Friday, November 25, 2016

The Fate Of The Turkey

Thanksgiving is done so I thought it would be nice for my annual turkey report.  Since turkey is the standard Thanksgiving meat and the big turkey eating season is from Thanksgiving to Christmas it might be interesting to see how that turkey on the dinner table has changed through the years. But first, an oddity about the Thanksgiving holiday that few if any ever noticed. That is, why is there no (ok, maybe there might be a few bad ones no one has heard) Thanksgiving music? There's none. not a single Rudolph the Red Nose Reindeer equivalent. Halloween has songs, Christmas does, Easter, even St. Patrick's Day. I think the turkeys would appreciate a song or two about their fate as they are slaughtered for the dinner table.

Anyway, turkeys in the United States have fallen on hard times recently.  Many commercially raised turkeys on industrial farms cannot even mate properly, leaving the turkey industry almost completely dependent on artificial insemination.  Consumer demand and technological innovation have made sex obsolete for the dinner table turkey. I guess there aren't any cruise bars for turkey's either.

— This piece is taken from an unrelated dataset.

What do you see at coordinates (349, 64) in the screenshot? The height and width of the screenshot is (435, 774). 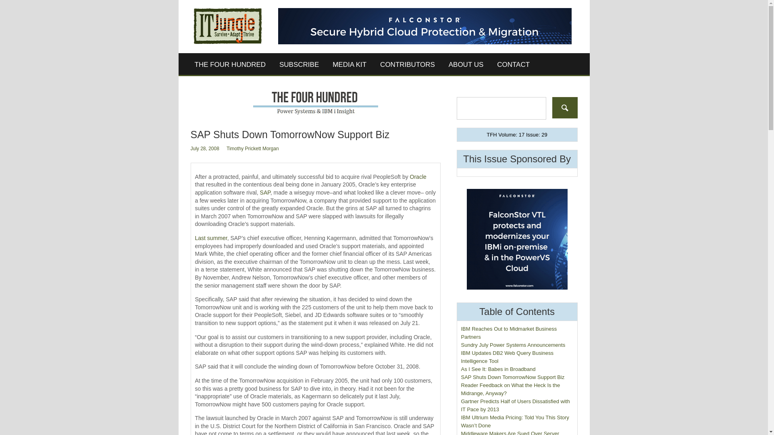 I see `MEDIA KIT` at bounding box center [349, 64].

Turkeys with large breast and thigh muscles are prized by farmers because they're the most valuable parts of the bird at sale. So turkeys that naturally had those traits were selected to breed by farmers, increasing their size through generations. Technological advances in artificial insemination before W.W. II allowed for turkey semen to be distributed. This and the almighty steroid have made for giant turkeys today.

The European settlers  in North America would have seen the turkey as a common North American bird. Like wild turkeys today, the wild turkey was dark in color, sporting barred white feathers with a green and bronze iridescent sheen. But the color of turkeys have changed. The old natural dark colored pin feathers is out and the more desirable looking clean pink skin is in.

The wild turkey of the easily days of America were sleek and quick, and could fly short distances when they needed to. But as they became breed birds that changed.  In 1960 the average wild turkey matured in 36 weeks and weighed 15 pounds. Today's commercially bred turkey takes 18 weeks to mature and weighs on average at 31 pounds. Their breasts are now so big they can no longer fly. Wow! Turkey on steroids.

Having said all of that, maybe the perfect Thanksgiving song would be one to document the sad decline of the once glorious bird into a sex deprived, overly breast laden, steroid freak. Gobble, gobble to that.